04-09-2006 09:28 AM - edited 03-03-2019 12:20 PM
Hi,
If a customer is having two uplinks & 2 downlinks, totally based on static routes, now the cust wants to peer with that ISP using BGP, now can he use MED to steer traffic-typeA through one downlink & Traffic-typeB through 2nd downlink & how to distribute traffic on uplinks. kindly discuss the case when peering with one ISP for all four links & peering with two ISPs also
Akhtar
04-09-2006 11:23 AM
Your downlinks are different from uplinks?
BGP MED can be used to influence what traffic enters your AS/Network. Lower MED is better. This will work if the customer has at least two distict subnets advertised to the ISP. Any traffic for one subnet goes through one link and the other link carries traffic for the other subnet.
Hope this helps.
04-09-2006 12:31 PM
Hello,
MED can be used to influence return path selection, if you are connected to one ISP and you have two subnets to announce. The ISP has to agree not to use any "stronger" metric like local preference.
In case you are connected to two ISPs then MED will not help you, because it will not be compared for different AS paths.

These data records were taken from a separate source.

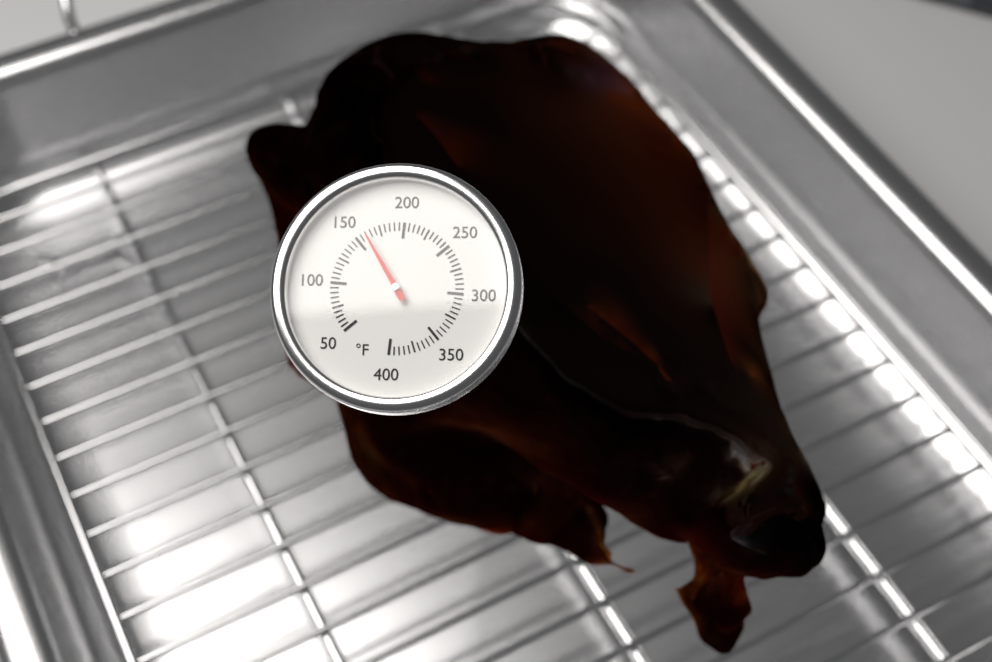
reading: 160 °F
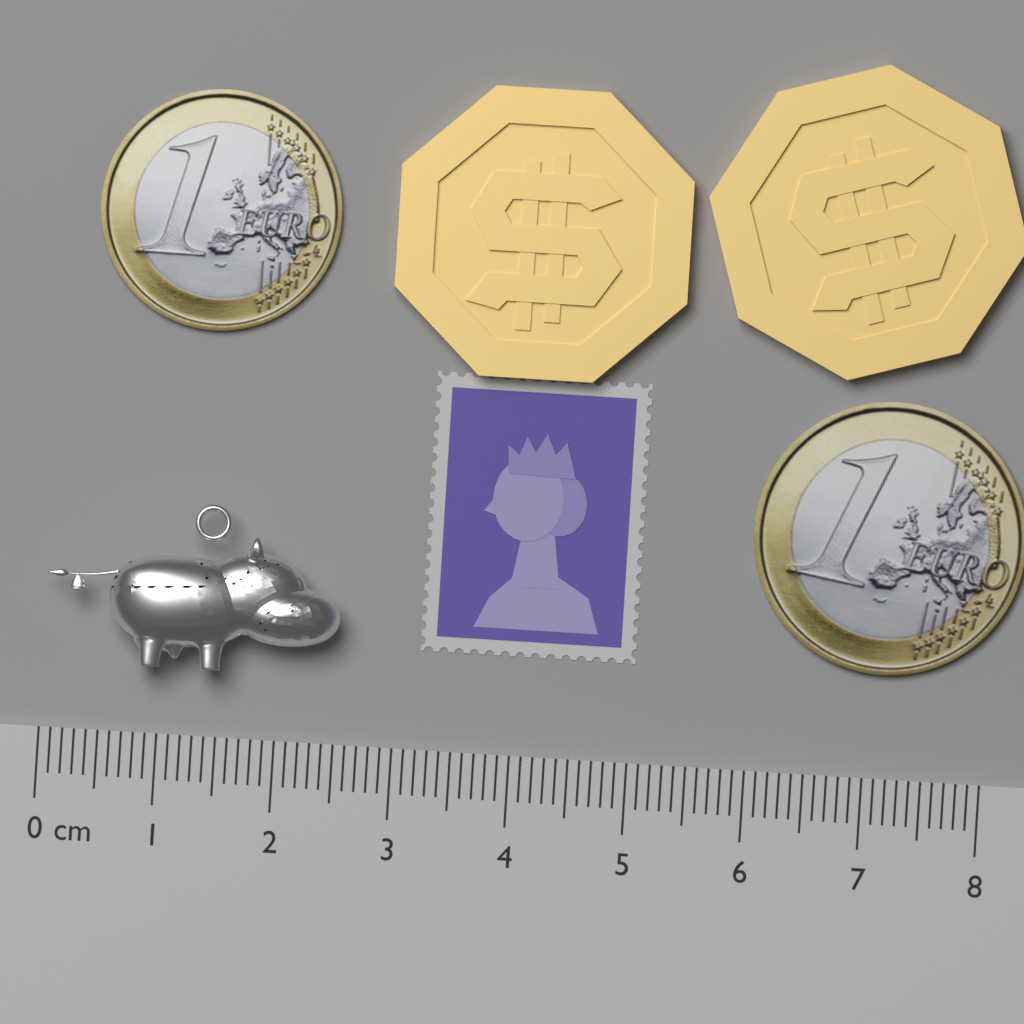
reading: 2.5 cm
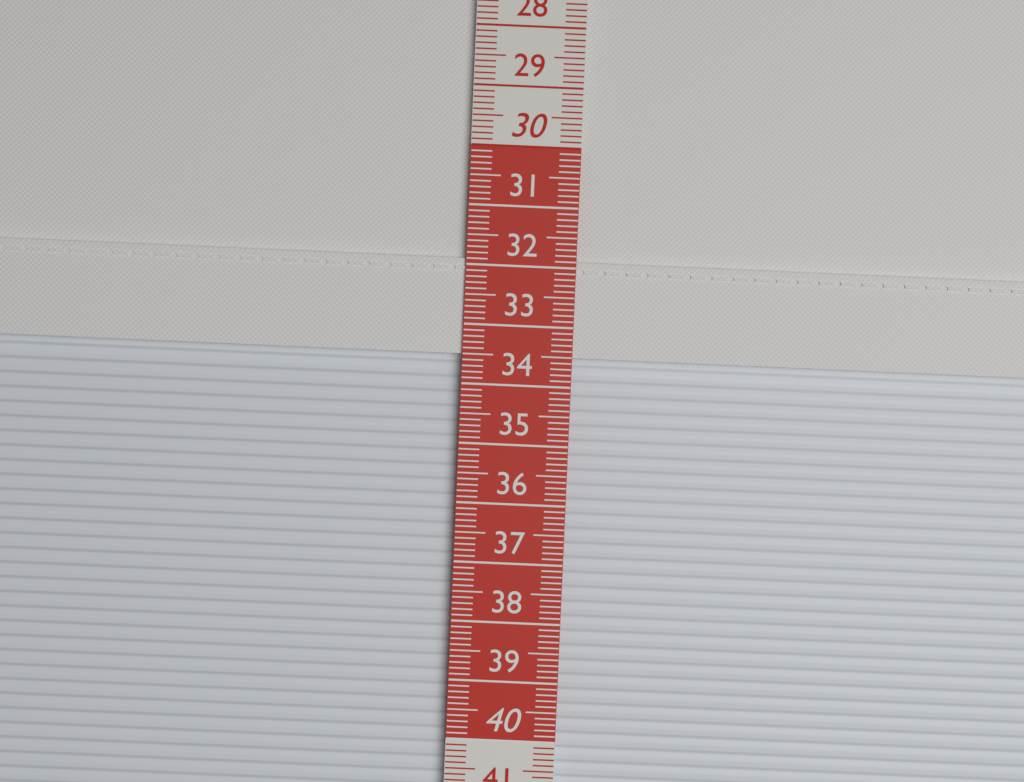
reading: 33.5 cm
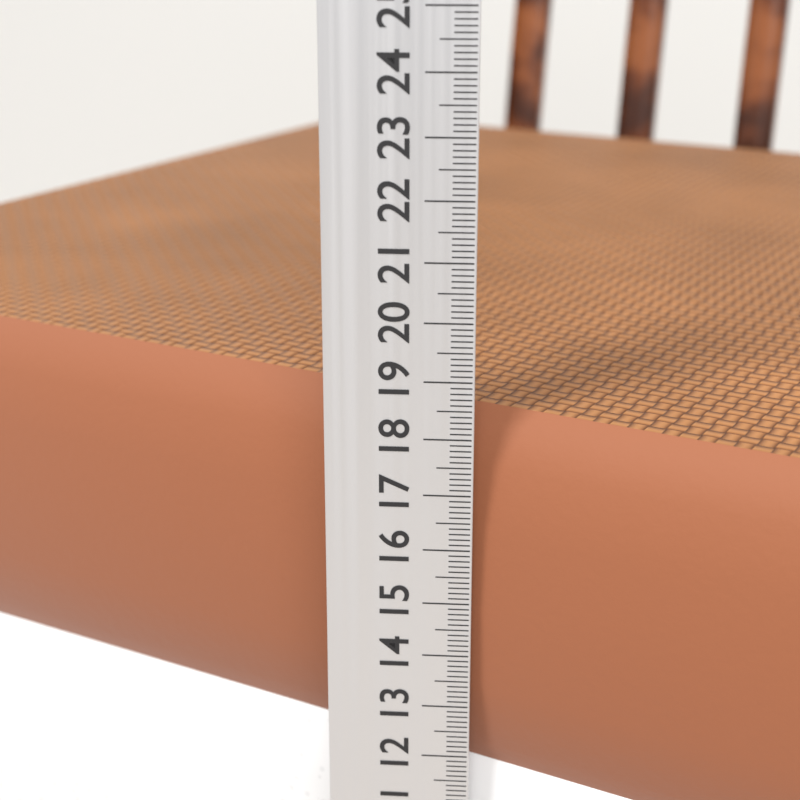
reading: 18.3 cm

In principle it could be possible, but the two ISPs typically will not agree to reconfigure their whole AS for a specific customer.

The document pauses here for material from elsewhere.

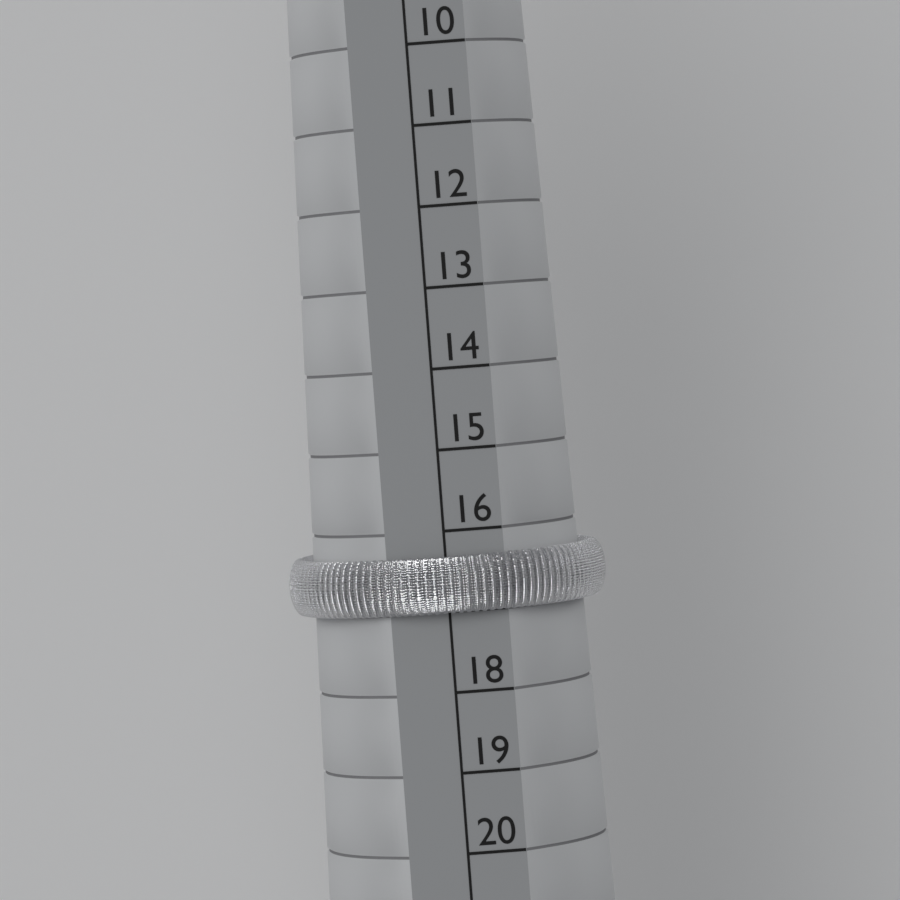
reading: 17 (no unit)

In case you are connected to two ISPs then AS path prepending is probably the best option. By prepending your own AS number when sending an update to the backup ISP you will make this path worse, so that the backup ISP will also send the traffic for this specific subnet through the primary ISP.

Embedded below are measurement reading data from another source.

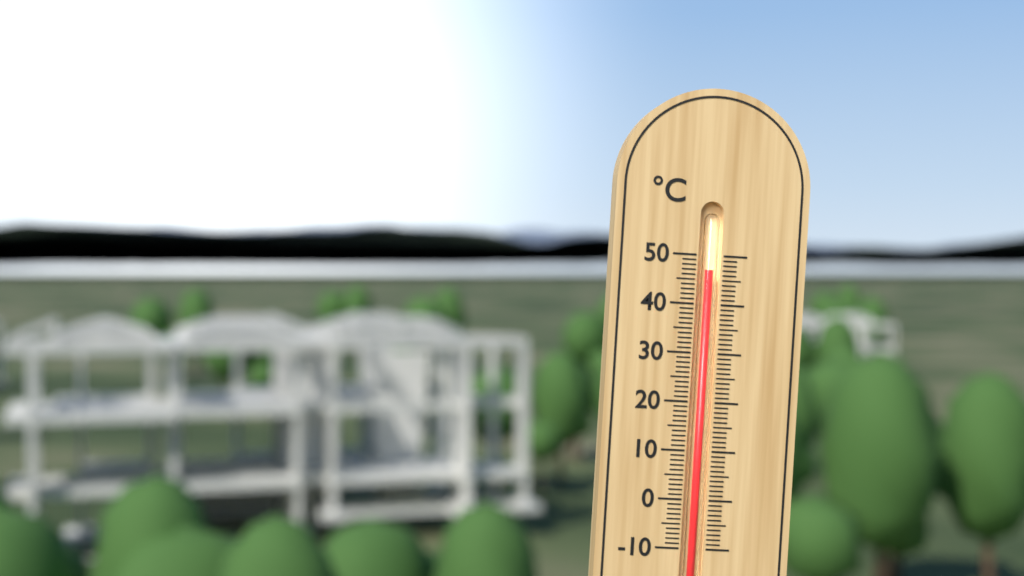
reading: 47 °C
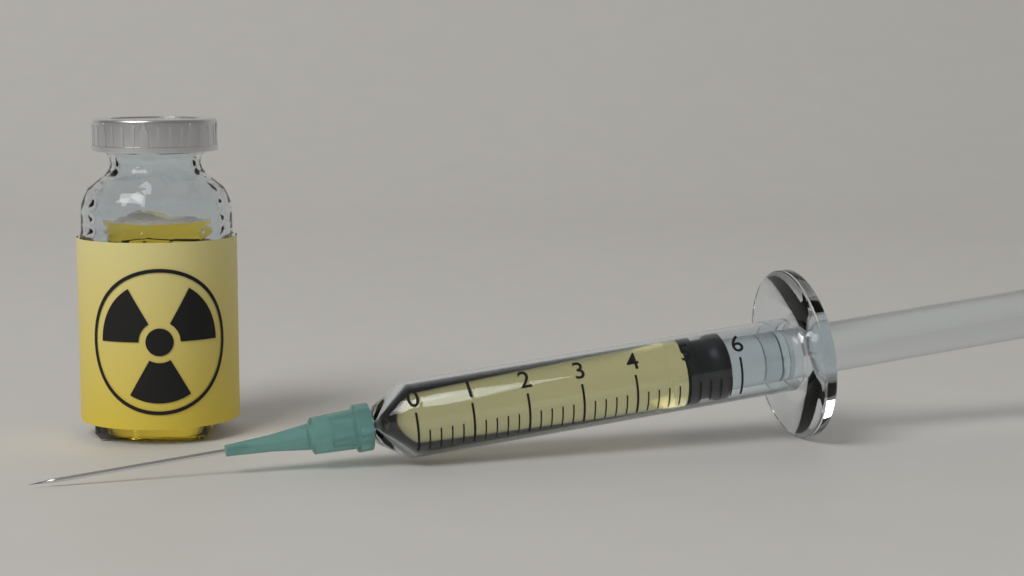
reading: 5.0 (no unit)
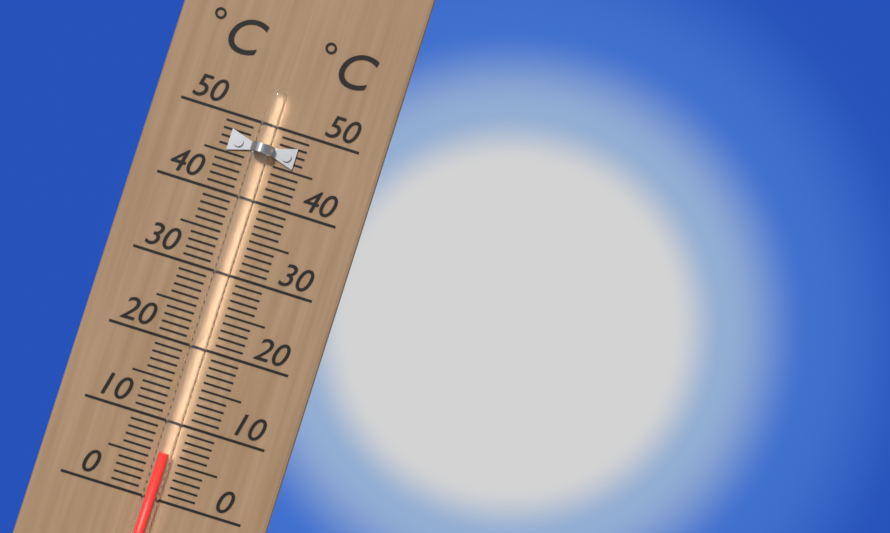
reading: 6 °C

Again this requires two subnets (each at least /24).
For outgoing path selection you can use local preference. the higher value will be prefered. All these "tricks" are based on the BGP path selection mechanism. So to fully understand all options I would recommend to read "BGP Best Path Selection Algorithm" at
http://www.cisco.com/en/US/tech/tk365/technologies_tech_note09186a0080094431.shtml
Hope this helps! Please rate all posts.